Shlomi Ben Haim: Yes. So, thank you, Rob. As you remember, we discussed it multiple times, we are hiring enterprise-experienced sales representatives together with the right executive on the marketing side, customer success. It’s a full cycle. It’s not just the sales account managers. In addition to that, we invest a lot in increasing our partners and channel’s ecosystem, not just our partnership with AWS, GCP, and Azure, but also standalone companies that are promoting our solutions and access the channels. On top of that, we’re also increasing the number of our overlay reps that can bring the security experience to the market. So, we see those expert sales representatives that are coming from security backgrounds. This is — these are all additions to the strategic sales team that we discussed before and to the entire enterprise sales team that we build together now.
Rob Owens: Thank you.
Operator: Our next question comes from the line of Nick Altmann with Scotiabank. Please go ahead.
Nick Altmann: Awesome. Thanks, guys. Earlier, you guys had made some comments on how customers are landing at higher ASPs and you’re actually seeing sort of greater expansion motions from some of these customers. Can you just maybe talk about sort of what’s driving that and when you look over the next several years, how durable is that trend or do you think it’s kind of more of a near-term trend that you’re just kind of seeing over the last couple of quarters here?
Shlomi Ben Haim: Thank you, Nick. What really drives the higher ASP, especially when you step to a technology, technologies, they are allergic to fluffy values. If they are not solid and concrete, they will not respond to it. So, what really drives that is that you answer their pain. And from the outside in, the pain that we hear about is, help me to consolidate the numerous tools that we currently use in order to run one delivery process. So, having consolidations of tools in one platform is one reason for customers to land higher. The second reason is that when they move from another tool to JFrog, they are already educated with what they want to achieve. They already know how DevOps works, how Security works. And when they move to JFrog, most cases, it will come with the expectation to scale.
So, they are willing to commit to higher numbers. They are willing to commit to a higher volume. They know that JFrog scales to infinity, unlike the other tools. And therefore, they land higher with their ASP. There are other reasons, but these are the main two. And obviously, when it comes with the cloud momentum, the consumption and the commitment for the year is another parameter. But these are the main three.
Nick Altmann: Awesome. And then just another question, kind of building off Rob’s earlier question around the go-to-market. I assume you guys recently had your sales kickoff. And I know you’re focused on sort of the top-down sales motion. But just coming out of the sales kickoff, what was sort of the messaging? What go-to-market tweaks are being made if any? And any meaningful changes to how quota-carrying reps are compensated in 2024? Thanks.
Shlomi Ben Haim: Yes. Well, as we speak, sales kickoffs are happening all over the world. Our sales team, what they hear is that the geography-based execution coming with a full platform that includes Security, having a full platform that can also be hybrid, this is how they should focus their efforts on. To the partners and channels team, we are expanding the solution to land higher with a full holistic solution for DevOps and DevSecOps. But obviously, the focus of JFrog in 2024 will be the joint solution of DevOps and Security together, and this is what my team hears.
Operator: There are no further questions at this time. I’ll now turn the call back to Shlomi for closing remarks.
Shlomi Ben Haim: I’d like to thank you all for joining us today. Happy Valentine’s and may the Frog be with you. Take care, guys.
Operator: This concludes today’s call. Thank you for attending. You may now disconnect.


## Work item:
Go through the records and give each one again exactly.

Dataset rows about figures
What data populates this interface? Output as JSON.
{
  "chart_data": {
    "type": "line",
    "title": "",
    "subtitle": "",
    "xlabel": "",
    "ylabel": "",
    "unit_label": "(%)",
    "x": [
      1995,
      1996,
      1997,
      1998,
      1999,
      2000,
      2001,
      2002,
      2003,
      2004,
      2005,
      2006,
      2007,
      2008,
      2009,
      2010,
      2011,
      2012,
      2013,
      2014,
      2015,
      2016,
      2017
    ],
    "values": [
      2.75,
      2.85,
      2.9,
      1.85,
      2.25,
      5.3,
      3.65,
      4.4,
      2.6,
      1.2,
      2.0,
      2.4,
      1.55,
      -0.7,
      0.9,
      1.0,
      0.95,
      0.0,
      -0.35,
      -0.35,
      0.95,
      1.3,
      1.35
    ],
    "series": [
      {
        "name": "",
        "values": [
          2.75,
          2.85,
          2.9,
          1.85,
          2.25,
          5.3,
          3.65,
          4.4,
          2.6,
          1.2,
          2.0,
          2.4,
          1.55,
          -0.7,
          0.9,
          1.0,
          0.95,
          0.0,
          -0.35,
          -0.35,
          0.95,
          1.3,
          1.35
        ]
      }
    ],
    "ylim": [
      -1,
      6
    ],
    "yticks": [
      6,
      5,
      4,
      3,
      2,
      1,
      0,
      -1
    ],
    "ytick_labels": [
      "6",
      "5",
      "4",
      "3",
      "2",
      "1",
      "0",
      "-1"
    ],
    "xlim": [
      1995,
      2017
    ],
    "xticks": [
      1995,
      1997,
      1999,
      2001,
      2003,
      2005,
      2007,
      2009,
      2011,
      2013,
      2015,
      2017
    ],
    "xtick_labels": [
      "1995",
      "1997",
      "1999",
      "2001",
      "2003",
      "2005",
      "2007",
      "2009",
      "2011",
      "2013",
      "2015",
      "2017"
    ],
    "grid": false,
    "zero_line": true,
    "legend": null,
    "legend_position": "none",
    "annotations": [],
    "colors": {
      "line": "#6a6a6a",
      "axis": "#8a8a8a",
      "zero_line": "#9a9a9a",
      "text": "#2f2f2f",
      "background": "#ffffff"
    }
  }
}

## Response below:
What data populates this interface? Output as JSON.
{
  "chart_data": {
    "type": "line",
    "title": "",
    "subtitle": "",
    "xlabel": "",
    "ylabel": "",
    "unit_label": "(%)",
    "x": [
      1995,
      1996,
      1997,
      1998,
      1999,
      2000,
      2001,
      2002,
      2003,
      2004,
      2005,
      2006,
      2007,
      2008,
      2009,
      2010,
      2011,
      2012,
      2013,
      2014,
      2015,
      2016,
      2017
    ],
    "values": [
      2.75,
      2.85,
      2.9,
      1.85,
      2.25,
      5.3,
      3.65,
      4.4,
      2.6,
      1.2,
      2.0,
      2.4,
      1.55,
      -0.7,
      0.9,
      1.0,
      0.95,
      0.0,
      -0.35,
      -0.35,
      0.95,
      1.3,
      1.35
    ],
    "series": [
      {
        "name": "",
        "values": [
          2.75,
          2.85,
          2.9,
          1.85,
          2.25,
          5.3,
          3.65,
          4.4,
          2.6,
          1.2,
          2.0,
          2.4,
          1.55,
          -0.7,
          0.9,
          1.0,
          0.95,
          0.0,
          -0.35,
          -0.35,
          0.95,
          1.3,
          1.35
        ]
      }
    ],
    "ylim": [
      -1,
      6
    ],
    "yticks": [
      6,
      5,
      4,
      3,
      2,
      1,
      0,
      -1
    ],
    "ytick_labels": [
      "6",
      "5",
      "4",
      "3",
      "2",
      "1",
      "0",
      "-1"
    ],
    "xlim": [
      1995,
      2017
    ],
    "xticks": [
      1995,
      1997,
      1999,
      2001,
      2003,
      2005,
      2007,
      2009,
      2011,
      2013,
      2015,
      2017
    ],
    "xtick_labels": [
      "1995",
      "1997",
      "1999",
      "2001",
      "2003",
      "2005",
      "2007",
      "2009",
      "2011",
      "2013",
      "2015",
      "2017"
    ],
    "grid": false,
    "zero_line": true,
    "legend": null,
    "legend_position": "none",
    "annotations": [],
    "colors": {
      "line": "#6a6a6a",
      "axis": "#8a8a8a",
      "zero_line": "#9a9a9a",
      "text": "#2f2f2f",
      "background": "#ffffff"
    }
  }
}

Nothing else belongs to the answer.